Signor Don Abel was so lucky at play, that he never lost but when it was convenient; but then it was seldom convenient to stay long in a place, because those who are always losers find out, at last, that though chance is a dangerous antagonist, certainly it is a desperate one; and that accounted for our journey. On our arrival at Seville, we took lodgings near the Cordova gate, and resumed the same mode of life as at Toledo. But my master found some difference between the two towns. The Seville tennis-courts could produce players equally in fortune's good graces with himself; so that he sometimes came home a good deal out of humor. One morning, when he was biting the bridle for the loss of a hundred pistoles the day before, he asked why I had not carried his linen to the laundress. I pleaded forgetfulness. Thereupon, flying into a passion, he gave me half-a-dozen boxes on the ear in such a style, as to kindle an illumination in my blinking eyes, to which the glories of Solomon's temple were no more to be compared, than the torches in a Candlemas procession to a rush-light. There is for you, you little scoundrel! said he; take that, and learn to mind your business. Must I be eternally at your heels to remind you of what you are to do? Are your brains in your belly, and all your wits in your grinders? You are not a downright idiot. Then why not prevent my wants and anticipate my orders? After this experimental lecture, he went out for the day, leaving me in high dudgeon at a reprimand so much in the manner of my friend the ostler, for such a trifle as not getting up his things for the wash.

I could never learn what happened to him a short time after at a tennis-court; but one evening he came home in a terrible heat. Scipio, said he, I am bent on going to Italy, and must embark the day after to-morrow on board a vessel bound for Genoa. I have my reasons for making this little excursion; of course you will be glad to attend me, and to profit by so fine an opportunity of seeing the loveliest country on the face of the earth. My tongue gave consent; but with a salvo in my heart, and a bargain with my revenge, to give him the slip just at the moment of embarkation. This was so delightful a scheme, that I could not help imparting it to a bully by profession, whom I met in the street. During my abode in Seville, I had picked up some awkward acquaintance, and this was one of the most ungainly. I told him how and why my ears had been boxed, and then communicated my project of running away from Don Abel just before the ship was to sail, begging to know what he thought of the plan.
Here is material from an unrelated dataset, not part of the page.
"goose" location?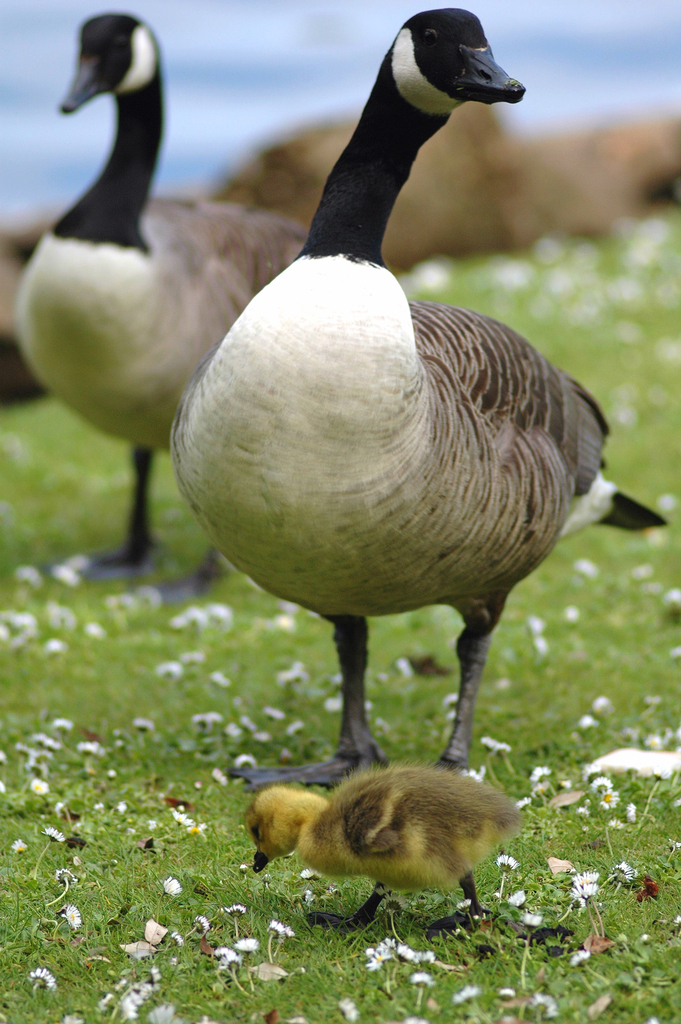
BBox(22, 12, 306, 600)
My bluff adviser puckered his eyebrows while he listened, and fiddled with his fingers about his whiskers: then, blaming my master very seriously, My little hero, said he, you are eternally disgraced, can never show your face again, if you sit down quietly with so paltry a satisfaction as what you propose. To let Don Abel go off by himself would be a poor revenge for wrongs like yours; the punishment should be proportioned to his crime. Let us fine him to the full amount of his purse and effects, which we will share like brothers after he is gone. Now, it is to be noted that though thieving fell in very naturally with the bent of my genius, the proposal rather startled me, as the robbery was upon a large scale for so young an apprentice.

And yet the arch deceiver of my innocence found the means of working me up to the perpetration, so that the result of our enterprise was as follows: This glorious ruffian, a tall, brawny fellow, came in the evening about twilight to our lodging. I showed my master's travelling trunk ready packed, and asked him whether he could carry so heavy a load upon his shoulders. So heavy as that! said he: show me where a transfer of property is to be made in my favor, and I could run with Noah's ark to the top of Mount Ararat. To prove his words, he felt the trunk, flung it carelessly over his back, and scampered down stairs. I followed nimbly; and we had just got to the street door, when Don Abel, brought home in the nick of time by the ascendency of his lucky stars, stood like an apparition, to appall our guilty souls.